Twelve people died and three were injured in an explosion during repair work at an Eni SpA crude oil pipeline in Nigeria.
The victims worked on a maintenance team for a local service company, Rome-based Eni said in a statement Friday. The Tebidaba-Clough Creek pipeline in the Niger delta was previously “damaged by acts of sabotage.” The company said it is still investigating the cause of Thursday’s blast.
Accidents are common in Nigeria, where pipelines are often breached in attempts to pilfer crude. The incidents interrupt oil and gas flows, affecting Nigeria’s energy exports and revenue for companies including Eni, Royal Dutch Shell Plc and Chevron Corp.
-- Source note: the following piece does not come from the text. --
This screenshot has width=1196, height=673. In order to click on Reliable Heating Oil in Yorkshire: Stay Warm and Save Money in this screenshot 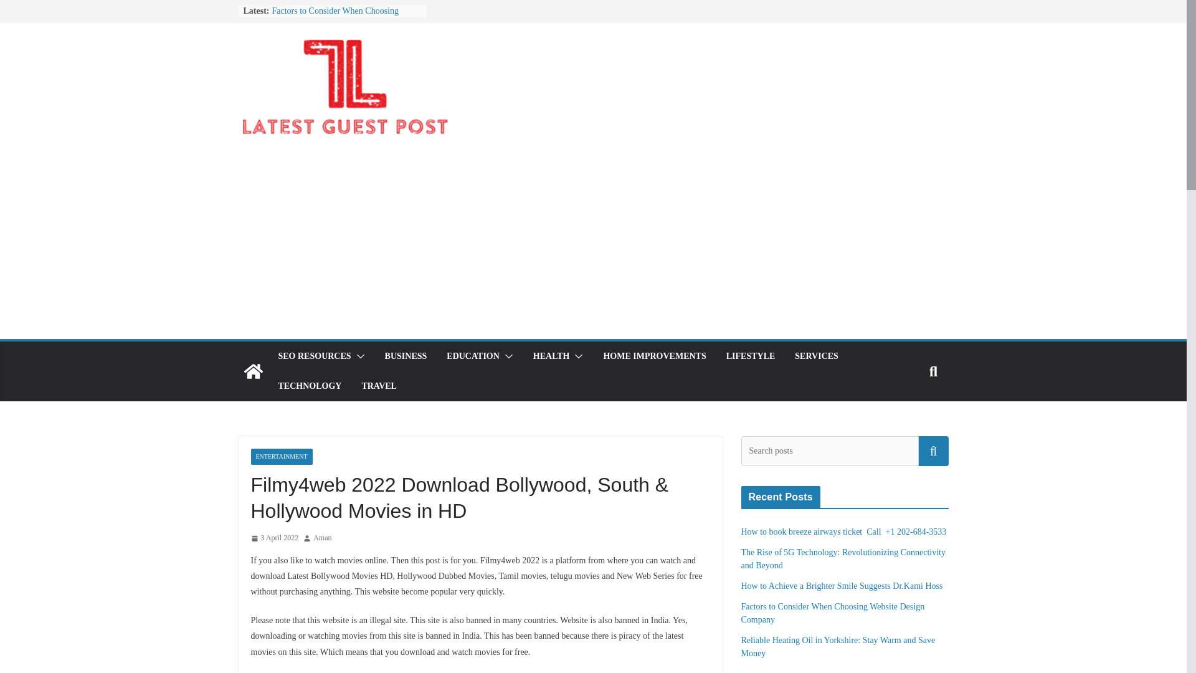, I will do `click(839, 647)`.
Thursday’s incident was the worst since January 2012, when an explosion at Chevron’sFuniwa gas field killed two workers, according to a spokesman for a local environmental group.
Eni had 13 incidents related to pipelines and oil wells in Nigeria in May including theft, pipelines being cut using a hacksaw and equipment failure, according to the company’swebsite. Seventeen were reported in April and 14 in March.
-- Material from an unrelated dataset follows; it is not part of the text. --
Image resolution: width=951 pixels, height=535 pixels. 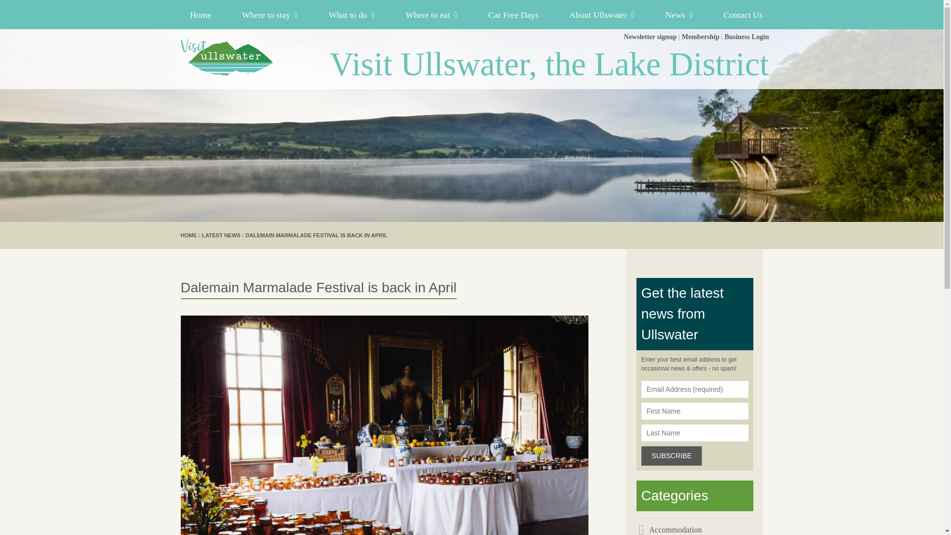 I want to click on About Ullswater, so click(x=602, y=14).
Hundreds have been killed in Nigerian pipeline accidents in the past decade. An explosion at a vandalized oil pipeline in Lagos, Nigeria’s largest city, started a fire that killed at least 200 people and burned many more in December 2006. In May that year, about 200 people were killed when another oil pipeline exploded near Lagos.
Nigeria, Africa’s biggest oil producer, loses an estimated 300,000 barrels a day to criminal gangs that tap crude from pipelines that criss-cross the southern, oil-rich delta for local refining or sale to tankers waiting offshore, according to state-owned Nigerian National Petroleum Corp.